Pattern 2 — Track which player gets the most creature kills
Use MatchingCreatureTypeEliminatedEvent to credit individual players for kills.
kill_tracker_device := class(creative_device):
@editable
CreatureManager : creature_manager_device = creature_manager_device{}
@editable
ScoreManager : score_manager_device = score_manager_device{}
OnBegin<override>()<suspends> : void =
CreatureManager.MatchingCreatureTypeEliminatedEvent.Subscribe(OnCreatureKilled)
# The event sends the eliminating agent directly
OnCreatureKilled(Eliminator : agent) : void =
# Award 1 point to the player who made the kill
ScoreManager.SetScoreForAgent(Eliminator, ScoreManager.GetCurrentScore(Eliminator) + 1)
Pattern 3 — Enable a creature wave only when a button is pressed
Gate creature spawning behind a player interaction.
button_wave_starter := class(creative_device):
@editable
StartButton : button_device = button_device{}
@editable
CreatureManager : creature_manager_device = creature_manager_device{}
OnBegin<override>()<suspends> : void =
# Creatures are disabled until the player presses the button
CreatureManager.Disable()
StartButton.InteractedWithEvent.Subscribe(OnButtonPressed)
OnButtonPressed(Agent : agent) : void =
# Enable creatures and prevent re-pressing
CreatureManager.Enable()
StartButton.Disable()
Gotchas
1. One device per creature type — not one for all
creature_manager_device targets a single creature type set in its Details panel (Creature Type property). Calling Enable() or Disable() only affects that type. For multiple types, place multiple devices and wire each to a separate @editable field.
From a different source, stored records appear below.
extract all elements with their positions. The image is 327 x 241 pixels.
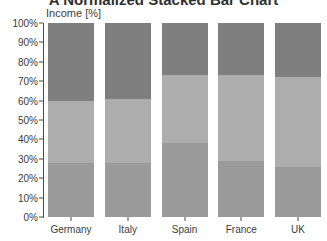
plot-area: 0%10%20%30%40%50%60%70%80%90%100% German… <box>43 23 321 217</box>
chart-root: A Normalized Stacked Bar Chart Income [%… <box>0 0 327 241</box>
bar-stack[interactable] <box>218 23 264 217</box>
bar-segment[interactable] <box>48 163 94 217</box>
bar-column[interactable]: Italy <box>105 23 151 217</box>
y-axis-tick-label: 50% <box>18 115 38 126</box>
bar-segment[interactable] <box>162 143 208 217</box>
bar-column[interactable]: France <box>218 23 264 217</box>
x-axis-tick-label: UK <box>291 224 305 235</box>
bar-segment[interactable] <box>218 161 264 217</box>
y-axis-tick-label: 0% <box>24 212 38 223</box>
x-axis-tick-label: Italy <box>119 224 137 235</box>
bar-column[interactable]: UK <box>275 23 321 217</box>
bar-segment[interactable] <box>105 163 151 217</box>
y-axis-tick-label: 20% <box>18 173 38 184</box>
bar-segment[interactable] <box>218 23 264 75</box>
x-axis-tick-label: Germany <box>50 224 91 235</box>
bar-segment[interactable] <box>162 23 208 75</box>
bar-stack[interactable] <box>105 23 151 217</box>
y-axis-title: Income [%] <box>46 7 101 19</box>
x-axis-tick-mark <box>298 217 299 221</box>
y-axis-tick-label: 90% <box>18 37 38 48</box>
x-axis-tick-label: Spain <box>172 224 198 235</box>
x-axis-tick-mark <box>127 217 128 221</box>
x-axis-tick-mark <box>184 217 185 221</box>
bar-segment[interactable] <box>275 77 321 166</box>
bar-segment[interactable] <box>48 23 94 101</box>
bar-stack[interactable] <box>162 23 208 217</box>
bar-group: GermanyItalySpainFranceUK <box>43 23 321 217</box>
bar-stack[interactable] <box>275 23 321 217</box>
y-axis-tick-label: 70% <box>18 76 38 87</box>
x-axis-tick-mark <box>241 217 242 221</box>
bar-segment[interactable] <box>105 23 151 99</box>
bar-segment[interactable] <box>275 167 321 217</box>
y-axis-tick-label: 10% <box>18 192 38 203</box>
bar-segment[interactable] <box>162 75 208 143</box>
y-axis-tick-label: 40% <box>18 134 38 145</box>
y-axis-tick-label: 80% <box>18 56 38 67</box>
x-axis-tick-label: France <box>226 224 257 235</box>
bar-segment[interactable] <box>218 75 264 160</box>
bar-column[interactable]: Spain <box>162 23 208 217</box>
y-axis-tick-label: 60% <box>18 95 38 106</box>
bar-column[interactable]: Germany <box>48 23 94 217</box>
bar-segment[interactable] <box>275 23 321 77</box>
x-axis-tick-mark <box>71 217 72 221</box>
bar-segment[interactable] <box>105 99 151 163</box>
y-axis-tick-label: 100% <box>12 18 38 29</box>
bar-stack[interactable] <box>48 23 94 217</box>
bar-segment[interactable] <box>48 101 94 163</box>
y-axis-tick-label: 30% <box>18 153 38 164</box>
2. MatchingCreatureTypeEliminatedEvent sends agent, not ?agent
This event's signature is listenable(agent) — the handler receives a plain agent, not an optional ?agent. You do not need to unwrap it with if (A := Agent?). Contrast this with creature_placer_device.EliminatedEvent, which sends ?agent and does require unwrapping.
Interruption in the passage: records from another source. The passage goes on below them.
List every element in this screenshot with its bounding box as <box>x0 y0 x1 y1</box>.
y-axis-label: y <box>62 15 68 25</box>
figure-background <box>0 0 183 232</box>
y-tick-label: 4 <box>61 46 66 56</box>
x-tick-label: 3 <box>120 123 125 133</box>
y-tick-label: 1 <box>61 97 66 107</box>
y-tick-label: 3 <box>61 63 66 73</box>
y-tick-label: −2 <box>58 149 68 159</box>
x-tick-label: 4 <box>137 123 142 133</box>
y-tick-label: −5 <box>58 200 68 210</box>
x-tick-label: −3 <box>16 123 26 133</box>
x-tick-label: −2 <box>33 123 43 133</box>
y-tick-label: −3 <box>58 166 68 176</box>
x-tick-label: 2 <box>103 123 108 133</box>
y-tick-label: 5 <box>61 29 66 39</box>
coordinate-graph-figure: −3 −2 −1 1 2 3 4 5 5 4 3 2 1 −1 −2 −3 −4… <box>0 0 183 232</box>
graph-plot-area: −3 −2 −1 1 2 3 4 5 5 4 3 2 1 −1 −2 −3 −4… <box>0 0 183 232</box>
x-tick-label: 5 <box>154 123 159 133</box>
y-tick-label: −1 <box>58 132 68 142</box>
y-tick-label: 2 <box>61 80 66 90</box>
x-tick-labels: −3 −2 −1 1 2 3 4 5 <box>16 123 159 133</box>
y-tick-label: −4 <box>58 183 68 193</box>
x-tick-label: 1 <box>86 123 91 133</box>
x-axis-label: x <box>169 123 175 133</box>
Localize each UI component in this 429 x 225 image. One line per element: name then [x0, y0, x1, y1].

3. Disable() stops new spawns — it doesn't despawn existing creatures
Calling Disable() respects the Affected Creatures setting in the Details panel. If set to New Pawns Only, already-spawned creatures continue to roam. If you need to remove existing creatures, combine with a creature_placer_device or a separate despawn mechanism.
4. Enable() / Disable() are fire-and-forget — they have no <suspends> effect
Both methods return void synchronously. You can call them anywhere — inside a <suspends> coroutine or a plain event handler — without needing spawn{} or await.
5. The device must be placed in the level and wired via @editable
You cannot construct a creature_manager_device in code with creature_manager_device{} and expect it to control real creatures. The @editable field must be connected to an actual placed device in the UEFN Outliner, otherwise all method calls are no-ops on a default instance.